The first question is, how did the crew manage to hit Bligh Reef, the most famous navigational hazard in the Sound, 20 years after the Exxon Valdez did the same thing and spilled 11 million gallons of North Slope crude? What happened, or didn’t happen, aboard the Pathfinder to cause this accident?

And could the Coast Guard’s Vessel Traffic Center in Valdez, with its radar, its Automatic Identification System for ships, and its electronic charting, have spotted the danger and warned the tug’s crew? If that is not currently part of the traffic center’s mission, should the mission be expanded to help guard against such accidents in the future?

And what environmental harm will be caused by the diesel fuel that spilled into the water? While diesel is generally considered less harmful than crude oil, that doesn’t mean it’s harmless. This is the second diesel spill from the Pathfinder in the Sound in recent years, so it’s clear that this type of spill is a significant hazard.
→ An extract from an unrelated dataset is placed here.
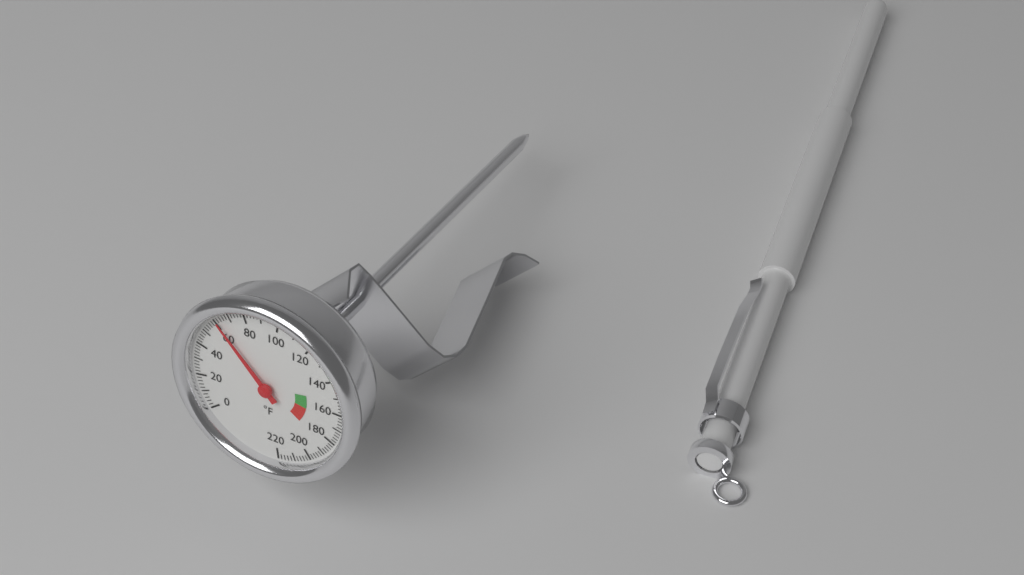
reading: 62 °F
Diesel’s impacts on the marine ecosystem need to be understood so that effective countermeasures can be adopted.

Even as these questions are under study, they reinforce important lessons from the Exxon Valdez spill of 1989.

For one, constant vigilance is the price of safety. There is never a moment when we can assume the system in Prince William Sound is safe because there hasn’t been a catastrophe lately.

For another, backup systems are indispensable, and they need to be in place and operating. One of those, as mentioned above, is the Coast Guard traffic center. Another is the iceberg detection radar system that was installed several years ago on Reef Island after much expenditure and effort by our council, Alyeska Pipeline Service Co., and the Coast Guard.

This system scans the tanker lanes for icebergs and transmits the information back to Valdez for use in sailing decisions for oil tankers—the same function performed by ice scouts like the Pathfinder. However, the Reef Island radar can detect icebergs in weather too dark or foggy for direct observation by vessel crews and thus can be a valuable adjunct to ice scout vessels.

Unfortunately, this system has been inoperative since late summer, after a Coast Guard upgrade to its own system on Reef Island took the iceberg detection radar system offline. The council believes it is of paramount importance to restore this system to service and has been working with Alyeska and the Coast Guard to that end.

Our council was set up to make sure the complacency that led to the Exxon Valdez disaster never returns. That is the main reason we are working so hard to preserve another crucial backup system in Prince William Sound: the system of double escort tugs for loaded oil tankers in the Sound. Our group is now lobbying Congress for federal legislation to preserve the double escorts so that, if another tanker should someday go astray and head for Bligh Reef, backup will be close at hand to prevent another catastrophe like the one in 1989.

Whatever the causes of the Pathfinder grounding are determined to have been, the incident should serve as a forceful reminder to the oil industry and its regulators that complacency never sleeps, so we humans can never let down our guard in Prince William Sound.